Banks Seek Reprieve from Durbin
Associations Push Fed to Up Interchange Incentive for Debit FraudThe controversial amendment to the Dodd-Frank Wall Street Reform and Consumer Protection Act, introduced by Sen. Dick Durbin, D-Ill., calls for the Federal Reserve to significantly cut interchange fees card-issuing banks and credit unions collect on debit transactions.
Banking groups are now focusing their attention on the fraud-prevention portion of Durbin - an interchange-fee incentive offered by the Fed for investments card issuers make in technologies and solutions to curb debit fraud. [See The Durbin Amendment and Fraud.]
On Sept. 30, nine industry associations submitted a comment letter to the Fed, suggesting the Fed increase the fraud-prevention fee incentive from 1 cent to somewhere between 4 cents and 5 cents. The groups include the American Bankers Association, The Clearing House Association, The Clearing House Payments Company, the Consumer Bankers Association, the Credit Union National Association, The Financial Services Roundtable, the ICBA, the Midsize Bank Coalition of America and the National Association of Federal Credit Unions.
"We just feel like the current amount is a little small, and this goes back to one of the fundamental problems ICBA has had with the Durbin carve-out," says Cary Whaley, who focuses on risk and fraud prevention for the Independent Community Bankers Association.
Beyond Legislation
Industry response to the interchange reduction has been extreme. Bank of America was the first to step out, saying it plans to tack an additional $5 fee onto to debit transactions for basic accountholders, a way to compensate for lost revenue.Though the Durbin amendment only affects card-issuing institutions with more than $10 billion in assets, community bank and credit union leaders say it's only a matter of time before the interchange fee cap overshadows all card issuers, significantly cutting in to the revenue all card-issuing institutions generate from signature debit.
"If the government is allowed to set a cap rate, that rate is going to become the standard for everyone in the industry," says Dillon Shea, regulatory affairs counsel for the NAFCU. "We expect the capped fee and the uncapped fee to eventually be the same."
ICBA's Whaley says expenses associated with debit fraud prevention were not adequately measured when the 1-cent provision was set. "Fraud prevention costs are much higher," he says. And while community banks are currently exempt from the interchange cap, since most fall below $10 billion in assets, they are not exempt from Durbin's routing and exclusivity provisions, which take effect in April.
All debit card issuers now must offer retailers network options for routing debit transactions. So, a single debit card now must offer at least two unaffiliated network choices. "The network that has the lowest cost is going to win," Whaley says. "We are already hearing from card brands that they are lowering interchange on those transactions."
Given all of those factors, the 1-cent adjustment for fraud prevention, ultimately, is not enough. Investments in neural networks and monitoring systems will exceed the 1-cent offer, especially for smaller card issuers that don't have high transaction volumes.
Steve Kenneally, who works in the ABA's Center for Regulatory Compliance, says the industry agrees a single penny will not encourage financial institutions to pursue and invest in new fraud-prevention solutions. "Why would they invest in technologies that they can't get reimbursed for?" he asks. "If the rate is not increased, it won't be good for the industry. It will put a damper on the spending for anti-fraud technologies, because financial institutions simply won't be able to afford it."
Movement in Congress?
In May, bankers thought they might have found a silver lining, when a proposal introduced by Sen. Jon Tester, D-Mont., better known as the Tester bill [S. 575], asked Congress to grant the Fed two years to review the impact a debit-interchange reduction could have on the economy. If passed, Tester's amendment would have crippled or at least stalled the 21-cent ceiling the Fed placed on debit interchange Oct. 1. But the bill failed.Now, banking leaders are getting support from legislators who call the Fed's oversight of fee revenue the equivalent to government price-fixing.
On Oct. 12, Representatives Jason Chaffetz, a Utah Republican, and Bill Owens, a Democrat from New York, introduced a plan to repeal Durbin's debit interchange price provisions. Some have suggested the proposal won't likely pass, given the debates in Congress that have already surrounded Dodd-Frank and Durbin.
But industry pundits say they vehemently support the proposal to repeal Durbin. In the end, they say, the new interchange structure is set up to force banks and credit unions to lose money. "If you told 7-11 that they could only charge 75 cents for a soda, instead of a buck 50, who would be surprised if they increased the cost of milk?" asks the ABA's Kenneally. "I think that's why banks are frustrated. They're trying to explain their business here, and why they have to be profitable."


### Directions
Take the line that contains "Localize each UI component in this w=227" and every line below it to the end of the entries, and give them again exactly, leaving out any pictures.
***** Task material *****
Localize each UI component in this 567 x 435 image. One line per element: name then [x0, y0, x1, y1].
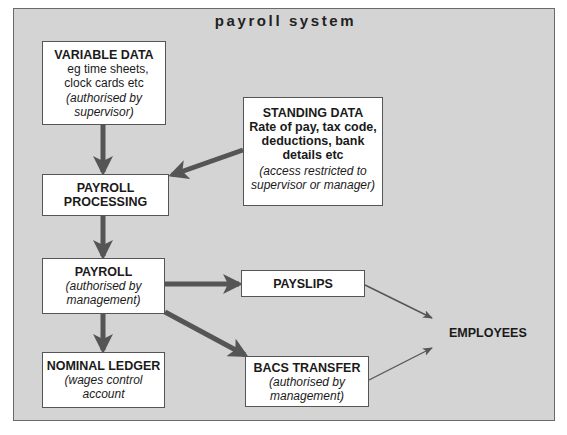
- node-nominal-ledger: NOMINAL LEDGER (wages control account: [42, 352, 165, 408]
- bacs-transfer-note2: management): [246, 389, 368, 403]
- variable-data-line2: clock cards etc: [43, 76, 165, 90]
- arrow-payslips-to-employees: [365, 285, 432, 318]
- payroll-processing-line1: PAYROLL: [43, 181, 168, 195]
- variable-data-note2: supervisor): [43, 105, 165, 119]
- payroll-note2: management): [43, 293, 164, 307]
- standing-data-line3: details etc: [244, 148, 382, 162]
- bacs-transfer-heading: BACS TRANSFER: [246, 361, 368, 375]
- variable-data-line1: eg time sheets,: [43, 62, 165, 76]
- arrow-payroll-to-bacs: [165, 312, 245, 355]
- nominal-ledger-note2: account: [43, 387, 164, 401]
- node-bacs-transfer: BACS TRANSFER (authorised by management): [245, 356, 369, 407]
- standing-data-note2: supervisor or manager): [244, 178, 382, 192]
- node-variable-data: VARIABLE DATA eg time sheets, clock card…: [42, 41, 166, 125]
- standing-data-line2: deductions, bank: [244, 134, 382, 148]
- standing-data-line1: Rate of pay, tax code,: [244, 120, 382, 134]
- standing-data-heading: STANDING DATA: [244, 106, 382, 120]
- node-employees: EMPLOYEES: [449, 326, 527, 340]
- payslips-heading: PAYSLIPS: [242, 277, 364, 291]
- node-standing-data: STANDING DATA Rate of pay, tax code, ded…: [243, 97, 383, 206]
- payroll-processing-line2: PROCESSING: [43, 195, 168, 209]
- payroll-heading: PAYROLL: [43, 265, 164, 279]
- arrow-standing-to-processing: [172, 150, 243, 175]
- node-payslips: PAYSLIPS: [241, 270, 365, 297]
- standing-data-note1: (access restricted to: [244, 164, 382, 178]
- bacs-transfer-note1: (authorised by: [246, 375, 368, 389]
- node-payroll: PAYROLL (authorised by management): [42, 258, 165, 314]
- nominal-ledger-heading: NOMINAL LEDGER: [43, 359, 164, 373]
- arrow-bacs-to-employees: [369, 348, 432, 380]
- node-payroll-processing: PAYROLL PROCESSING: [42, 174, 169, 216]
- variable-data-heading: VARIABLE DATA: [43, 48, 165, 62]
- nominal-ledger-note1: (wages control: [43, 373, 164, 387]
- variable-data-note1: (authorised by: [43, 91, 165, 105]
- payroll-note1: (authorised by: [43, 279, 164, 293]
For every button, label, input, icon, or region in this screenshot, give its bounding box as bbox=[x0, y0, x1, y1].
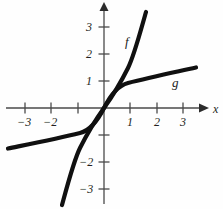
y-axis-arrow-icon bbox=[100, 2, 109, 11]
y-tick-label-neg2: −2 bbox=[79, 156, 94, 168]
y-tick-label-3: 3 bbox=[86, 21, 92, 33]
function-graph-figure: −3 −2 1 2 3 3 2 1 −2 −3 f g x bbox=[0, 0, 223, 209]
graph-canvas bbox=[0, 0, 223, 209]
x-tick-label-neg2: −2 bbox=[43, 116, 58, 128]
y-tick-label-2: 2 bbox=[86, 48, 92, 60]
x-tick-label-neg3: −3 bbox=[17, 116, 32, 128]
y-tick-label-1: 1 bbox=[86, 75, 92, 87]
curve-label-f: f bbox=[125, 35, 129, 48]
y-tick-label-neg3: −3 bbox=[79, 183, 94, 195]
curve-label-g: g bbox=[172, 76, 179, 89]
x-tick-label-1: 1 bbox=[127, 116, 133, 128]
x-tick-label-2: 2 bbox=[154, 116, 160, 128]
x-axis-label: x bbox=[213, 103, 218, 115]
x-axis-arrow-icon bbox=[199, 104, 209, 113]
x-tick-label-3: 3 bbox=[180, 116, 186, 128]
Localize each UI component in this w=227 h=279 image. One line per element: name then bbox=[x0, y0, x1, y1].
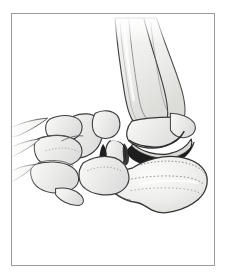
cuboid-group bbox=[79, 156, 129, 194]
metatarsal-tuberosity bbox=[56, 188, 84, 205]
cuneiform-lateral-stipple bbox=[92, 111, 120, 139]
cuboid-stipple bbox=[79, 156, 129, 194]
fade-overlay-left bbox=[12, 105, 38, 200]
fade-overlay-top bbox=[89, 14, 202, 44]
figure-border-frame bbox=[11, 13, 215, 266]
anatomical-illustration-canvas bbox=[12, 14, 214, 265]
illustration-figure bbox=[0, 0, 227, 279]
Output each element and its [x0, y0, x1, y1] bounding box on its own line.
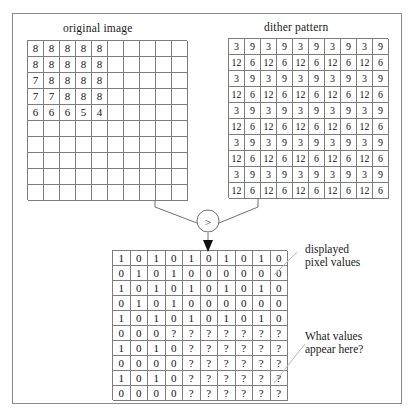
*****
### Your solution
Localize each UI component in this w=227 h=279 image. One line per element: name then bbox=[x0, y0, x1, y1].
cuboid-group bbox=[79, 156, 129, 194]
metatarsal-tuberosity bbox=[56, 188, 84, 205]
cuneiform-lateral-stipple bbox=[92, 111, 120, 139]
cuboid-stipple bbox=[79, 156, 129, 194]
fade-overlay-left bbox=[12, 105, 38, 200]
fade-overlay-top bbox=[89, 14, 202, 44]
figure-border-frame bbox=[11, 13, 215, 266]
anatomical-illustration-canvas bbox=[12, 14, 214, 265]
illustration-figure bbox=[0, 0, 227, 279]
Output each element and its [x0, y0, x1, y1] bounding box on its own line.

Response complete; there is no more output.